Because Ukraine has very fertile land and the Ukrainian style of agriculture often favors individual farms as opposed to villages, there is no question that many, many Ukrainian peasants were considered class enemies like my great grandfather, and eliminated in class warfare.
I have no doubt that class warfare included starvation, among other things.
The catch? My great grandfather was an ethnic Russian living in Russia. What nationality were the communists who persecuted and eventually shot him? They were of every nationality there was (in the Soviet Union), and they were led by a Ukrainian, who was taking orders from a Georgian.
Now, tell me, why I, a descendant of an unjustly killed Russian peasant, need to apologize to the descendants of the Ukrainians who killed him on the orders of a Georgian?
What about the Russian, Kazakh golodomor (Russian rendering of the same famine)? What about the butchers, who came from all ethnicities? Can someone explain why it’s only okay to talk about Ukrainian victims and Russian persecutors? Why do we need to rewrite history decades later to convert that brutal class war into an ethnic war that it wasn’t?
Ethnic warfare did not start in Russia until after WWII, when some ethnicities were accused of collaboration with the Nazis and brutal group punishments were implemented.

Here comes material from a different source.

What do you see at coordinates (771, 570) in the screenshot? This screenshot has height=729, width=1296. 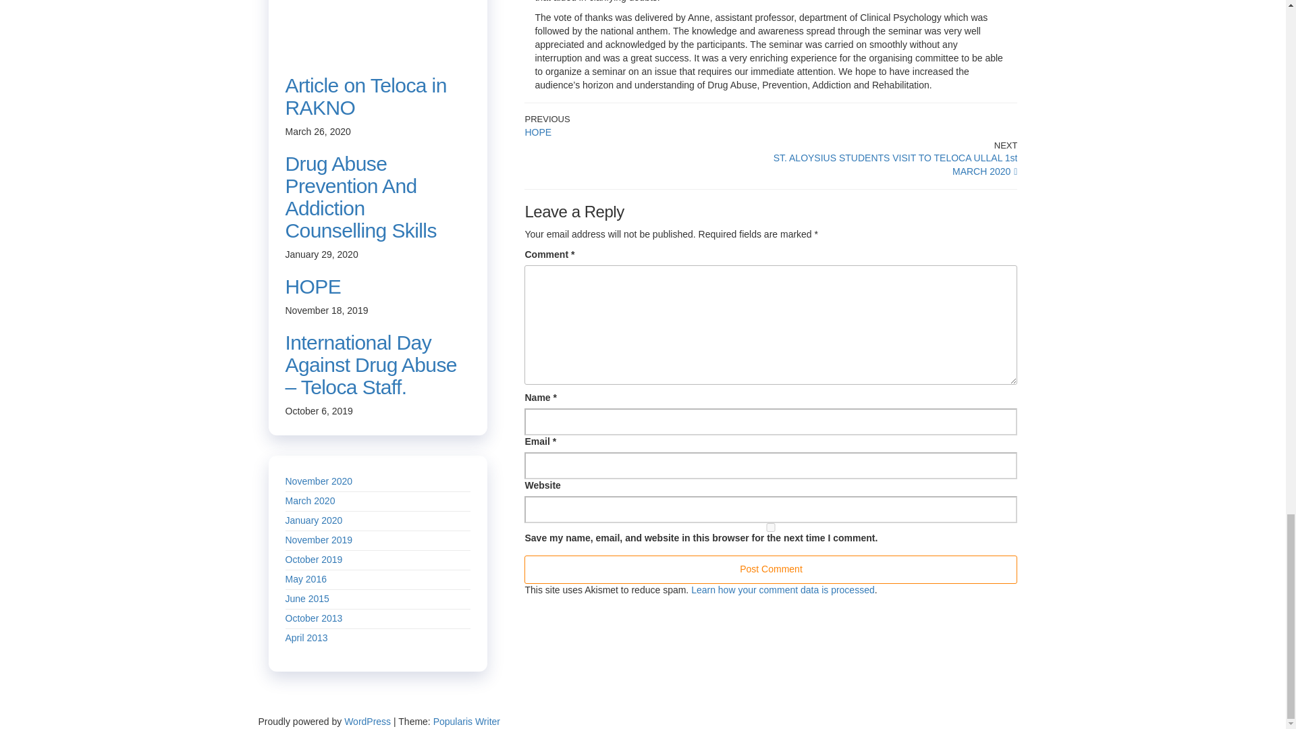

It was all based on class up to that time.
The communists of those years were fanatically internationalist. “Working people of all countries, unite!” was their slogan and they were fanatical about it.
As for the crimes of Communism, Russia has been healing this wound for decades, and Russia’s government has made its anticommunist position very clear.

This testimony is most instructive. First, it points out information that the charge of the Holodomor as “genocide!” neatly leaves out. In identifying the internationalist aspects of the Soviet Union, Ukraine further was not a country identified as somehow worthy of genocidal actions. Such a thought makes no sense, especially given the great importance of Ukraine as the “breadbasket” of the Soviet Union, which it was.
Secondly, it shows a very western-style of “divide to conquer” with a conveniently incendiary single-word propaganda tool that is no doubt able to excite any Ukrainian who may be neutral to slightly disaffected about Russia, and then after that, all Ukrainians are now victims of the mighty evil overlords in Moscow.
How convenient is this when the evil overlords in Kyiv don’t want their citizens to know what they are doing?
We saw this on Saturday – taken to a very high peak when President Petro Poroshenko announced the new leading “Hierarch” of the “Ukrainian National Church” and said not one single word about Christ, but only:

“This day will go down in history as the day of the creation of an autocephalous Orthodox church in Ukraine… This is the day of the creation of the church as an independent structure… What is this church? It is a church without Putin. It is a church without Kirill, without prayer for the Russian authorities and the Russian army.”

But as long as Russia is made the “problem”, millions of scandalized Ukrainians will not care what this new Church actually does or teaches, which means it is likely to teach just about anything.
Russia had its own Holodomor. The history of the event shows that this was a result of several factors – imposed socialist economics on a deeply individualized form of agrarian capitalism (bad for morale and worse for food production), really inane centralized planning of cropland use, and a governmental structure that really did not exist to serve the governed, but to impose an ideology on people who really were not all that interested in it.
Personal blame might well lay with Stalin, a Georgian, but the biggest source of the famine lay in the structures imposed under communism as a way of economic strategy. This is not Russia’s fault. It is the economic model that failed.
The post Understanding the Holodomor and why Russia says nothing appeared first on The Duran.